All Over The Map: State Policies to Improve the High School
Monica Martinez and Judy Bray, National Alliance on the American High SchoolMay 2002
Monica Martinez and Judy Bray, National Alliance on the American High SchoolMay 2002
National Center for Education Statistics2002
National Council on Teacher QualityMay 31, 2002
Annenberg Foundation and Annenberg Institute for School Reform2002
edited by Frederick Mosteller and Robert Boruch2002
Gerald Anderson and Patricia Davenport2002
The College Board yesterday approved a bunch of changes to the SAT that were spurred by a threat that the University of California system would drop the SAT as an admissions requirement. Last year, UC President Richard Atkinson criticized the SAT for not reflecting high school curricula and offering an advantage to students who can afford expensive test prep courses.
The Supreme Court's Zelman ruling is plainly good for poor children in Cleveland. It also proves beyond dispute that policymakers can, if they want to, craft a school-voucher program that will pass (federal) constitutional muster.

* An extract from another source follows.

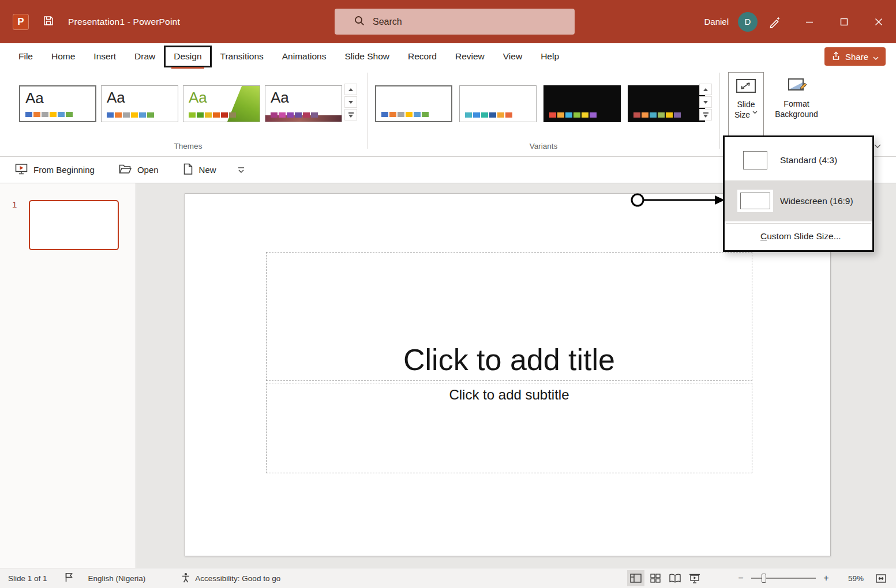  I want to click on save-icon, so click(48, 22).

Somewhere in America, there are bound to be a few legislators who had been wavering on the voucher issue who will now lend it their support.
After selling Netscape for $700 million, former president and CEO Jim Barksdale and his wife Sally pledged $100 million to help children in Mississippi learn to read.

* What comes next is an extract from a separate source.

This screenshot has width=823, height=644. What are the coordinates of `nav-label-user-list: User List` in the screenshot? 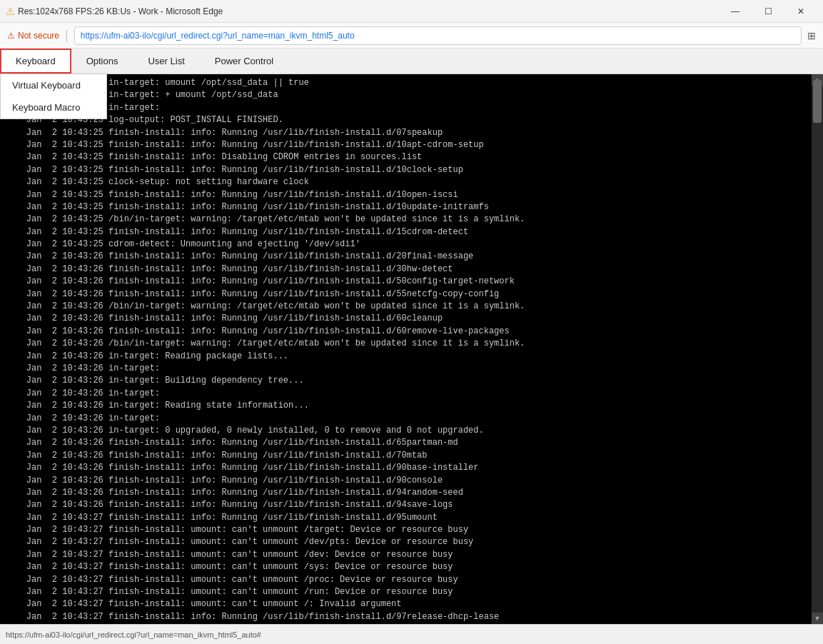 It's located at (166, 61).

Last weekend, two dozen accomplished men and women-mid-career professionals from outside the education establishment-spent a weekend in boot camp training to become superintendents of urban school districts in a program aimed at funneling highly talented people into those key roles.
Many in the academic world don't like private schools because they believe that society has a duty to develop citizens who are fully autonomous, and they embrace the idea of our nation's public schools preparing students to reflect critically on the traditions they are taught by their parents.
After decades of often animated conjecture and debate, the Supreme Court concluded in Zelman that Cleveland's publicly-funded voucher program is constitutional. The Court's long-awaited decision is good news for choice advocates in general and thousands of low-income Cleveland school children in particular.